Portrait Mode is a popular feature on modern smartphones, making it super easy for you to capture a photo with a blurry background effect. Google has included it with its past few Pixel flagships, and this week it went into detail on how it improved Portrait Mode with its newest model, the Pixel 4.
First up, the addition of dual rear cameras to the Pixel 4 helped to give the new phone a better Portrait Mode. The two cams on the back of the Pixel 4 are 13mm apart, much farther than the dual-pixel baseline, which makes it easier for the phone to estimate the depth of far away objects.
Those dual cameras work alongside the dual-pixels, which were present in previous Pixel phones. The dual-pixels work by splitting every pixel in half so that each half pixel sees a different half of the main lens' aperture. Reading each half-pixel image separately gives you two slightly different views of the scene and is used to help estimate depth as well.
Google also worked to improve the bokeh, or the background blur, of Portrait Mode photos on the Pixel 4. Previously, Google would replace each pixel in the original image with a translucent disk with a size based on depth. This process was performed after the tone mapping, which is the process of raw sensor data being converted to an image you can see on your phone's screen. However, this tone mapping process loses some information about how bright objects actually were in the scene.
With the Pixel 4, Google is merging the raw image data produced by HDR+ and then applying tone mapping. This helps to give you brighter and more obvious bokeh discs that are closer to what a full on SLR camera can produce. Plus, the background is saturated in the same way as the foreground of your photo.
The addition of a second camera to the back of the Pixel 4 was big because it was the first time that a Google Pixel phone got a second camera, giving owners a telephoto zoom lens. Now we know that that second cam also helped to improve Portrait Mode. With how popular Portrait Mode has become on smartphones, it's good to see Google continue to do work to improve the feature on its Pixel devices, and this week's deep dive from Google is an interesting look at what the company did to make Portrait Mode better.
How often do you take Portrait Mode photos?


EXERCISE REQUIREMENTS
Please write out the listing exactly, leaving each picture out.
╭─ INPUT FOR THIS TASK
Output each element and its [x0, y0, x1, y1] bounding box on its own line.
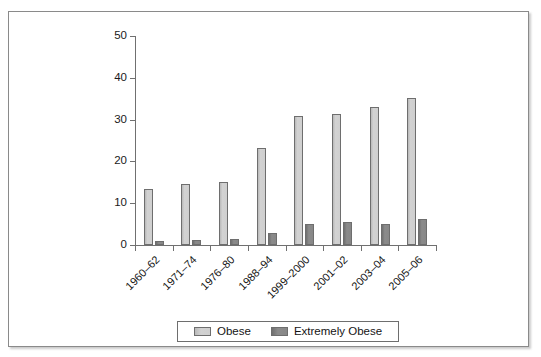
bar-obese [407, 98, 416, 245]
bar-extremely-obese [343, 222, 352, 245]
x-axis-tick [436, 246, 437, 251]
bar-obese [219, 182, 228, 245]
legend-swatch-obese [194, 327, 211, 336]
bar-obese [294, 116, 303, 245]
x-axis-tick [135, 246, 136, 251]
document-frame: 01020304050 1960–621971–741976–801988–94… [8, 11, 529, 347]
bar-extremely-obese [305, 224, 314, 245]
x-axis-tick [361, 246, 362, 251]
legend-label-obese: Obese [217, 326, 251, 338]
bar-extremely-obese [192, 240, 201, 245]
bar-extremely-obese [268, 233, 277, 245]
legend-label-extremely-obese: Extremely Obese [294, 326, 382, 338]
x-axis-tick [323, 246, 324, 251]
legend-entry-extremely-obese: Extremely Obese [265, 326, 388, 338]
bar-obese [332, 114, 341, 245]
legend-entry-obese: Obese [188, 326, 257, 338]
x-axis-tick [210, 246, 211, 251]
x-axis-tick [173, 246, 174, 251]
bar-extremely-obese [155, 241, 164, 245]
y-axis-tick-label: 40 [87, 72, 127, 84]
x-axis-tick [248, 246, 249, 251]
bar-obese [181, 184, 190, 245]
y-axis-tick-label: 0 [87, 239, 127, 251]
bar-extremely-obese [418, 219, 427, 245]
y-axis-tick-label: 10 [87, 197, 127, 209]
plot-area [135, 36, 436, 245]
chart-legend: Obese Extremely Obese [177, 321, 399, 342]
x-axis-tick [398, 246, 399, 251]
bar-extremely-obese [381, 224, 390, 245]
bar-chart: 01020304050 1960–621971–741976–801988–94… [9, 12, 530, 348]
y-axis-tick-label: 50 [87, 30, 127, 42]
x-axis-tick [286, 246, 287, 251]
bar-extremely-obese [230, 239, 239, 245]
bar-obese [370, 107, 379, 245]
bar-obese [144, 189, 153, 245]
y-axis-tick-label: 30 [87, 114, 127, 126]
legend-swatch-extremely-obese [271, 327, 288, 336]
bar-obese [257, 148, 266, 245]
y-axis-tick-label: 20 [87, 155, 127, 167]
╰─
RESULT
Output each element and its [x0, y0, x1, y1] bounding box on its own line.
bar-obese [407, 98, 416, 245]
bar-extremely-obese [343, 222, 352, 245]
x-axis-tick [436, 246, 437, 251]
bar-obese [219, 182, 228, 245]
legend-swatch-obese [194, 327, 211, 336]
bar-obese [294, 116, 303, 245]
x-axis-tick [135, 246, 136, 251]
document-frame: 01020304050 1960–621971–741976–801988–94… [8, 11, 529, 347]
bar-extremely-obese [305, 224, 314, 245]
x-axis-tick [361, 246, 362, 251]
legend-label-obese: Obese [217, 326, 251, 338]
bar-extremely-obese [192, 240, 201, 245]
bar-extremely-obese [268, 233, 277, 245]
legend-label-extremely-obese: Extremely Obese [294, 326, 382, 338]
x-axis-tick [323, 246, 324, 251]
legend-entry-extremely-obese: Extremely Obese [265, 326, 388, 338]
bar-obese [332, 114, 341, 245]
legend-entry-obese: Obese [188, 326, 257, 338]
x-axis-tick [210, 246, 211, 251]
x-axis-tick [173, 246, 174, 251]
bar-extremely-obese [155, 241, 164, 245]
y-axis-tick-label: 40 [87, 72, 127, 84]
x-axis-tick [248, 246, 249, 251]
bar-obese [181, 184, 190, 245]
y-axis-tick-label: 0 [87, 239, 127, 251]
bar-extremely-obese [418, 219, 427, 245]
y-axis-tick-label: 10 [87, 197, 127, 209]
plot-area [135, 36, 436, 245]
chart-legend: Obese Extremely Obese [177, 321, 399, 342]
x-axis-tick [398, 246, 399, 251]
bar-extremely-obese [381, 224, 390, 245]
bar-chart: 01020304050 1960–621971–741976–801988–94… [9, 12, 530, 348]
y-axis-tick-label: 50 [87, 30, 127, 42]
x-axis-tick [286, 246, 287, 251]
bar-extremely-obese [230, 239, 239, 245]
bar-obese [370, 107, 379, 245]
bar-obese [144, 189, 153, 245]
y-axis-tick-label: 30 [87, 114, 127, 126]
legend-swatch-extremely-obese [271, 327, 288, 336]
bar-obese [257, 148, 266, 245]
y-axis-tick-label: 20 [87, 155, 127, 167]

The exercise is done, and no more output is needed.